Complementary Independence

I was thinking through a probability situation the other day, and I noticed I was making an unspoken assumption, namely that if two events A and B are independent, then their complements \overline{A} and  \overline{B} are independent.

At first I thought that this probably wasn’t true, because I’ve never seen that particular result explicitly stated in any probability or statistics book I’ve ever read (and I’ve read a few over the years), and because of the fact that human intuition for probability is notoriously unreliable (e.g. even Paul Erdos got the Monty Hall problem wrong when he first heard it).

Well, it turns out to be correct. In fact, a stronger result is true, namely that if A and B are independent, so are A and \overline{B} (which of course immediately implies that if any one of the pairs of events (A,B), (\overline{A},B), (A,\overline{B}), (\overline{A},\overline{B}) are independent, then so are all of the others).
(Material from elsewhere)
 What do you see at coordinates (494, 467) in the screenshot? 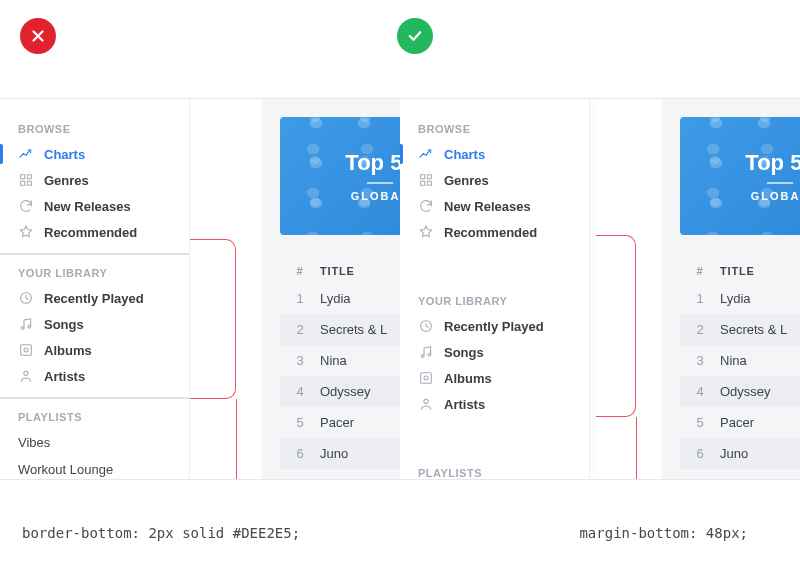
I see `section-playlists: PLAYLISTS Vibes` at bounding box center [494, 467].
The proof is elementary, using the definition that C and D are independent means that P(C \cap D) = P(C)P(D).

To be more formal about it.

Theorem: if A and B are independent, then so are A and \overline{B}
Proof: We will show that P(A \cap B) = P(A)P(B) implies P(A \cap \overline{B}) = P(A)P(\overline{B}).
A is the disjoint union of A \cap B and A \cap \overline{B}, so that
P(A) = P(A \cap B) + P(A \cap \overline{B}), and by using the independence of A and B we have
P(A) = P(A)P(B) + P(A \cap \overline{B}), and so
P(A \cap \overline{B}) = P(A)-P(A)P(B) = P(A)(1-P(B)) = P(A)P(\overline{B}) i.e.
P(A \cap \overline{B}) = P(A)P(\overline{B}) Q.E.D.

Theorem: if A and B are independent, then so are \overline{A} and \overline{B}
Proof: apply the above theorem twice in a row.

I’ve no idea why these results aren’t explicitly mentioned in textbooks.

And it does make me wonder how many similarly fundamental basic results (in all fields of mathematics) are not being explicitly pointed out in textbooks and courses.

P.S. Just in case you want to see a more direct self contained proof for the \overline{A} and \overline{B} independence, here it is:
P(\overline{A} \cap \overline{B})
= P(\overline{A}) - P(\overline{A} \cap B)
= (1- P(A)) - (P(B) - P(A \cap B))
= 1- P(A) - P(B) + P(A \cap B))
= 1- P(A) - P(B) + P(A)P(B)) by the independence assumption
= (1-P(A))(1-P(B))
= P(\overline{A}) P(\overline{B})

Author: Walter Vannini

Hi, I'm Walter Vannini. I'm a computer programmer and I'm based in the San Francisco Bay Area. Before I wrote software, I was a mathematics professor. I think about math, computer science, and related fields all the time, and this blog is one of my outlets. I can be reached via walterv at gbbservices dot com.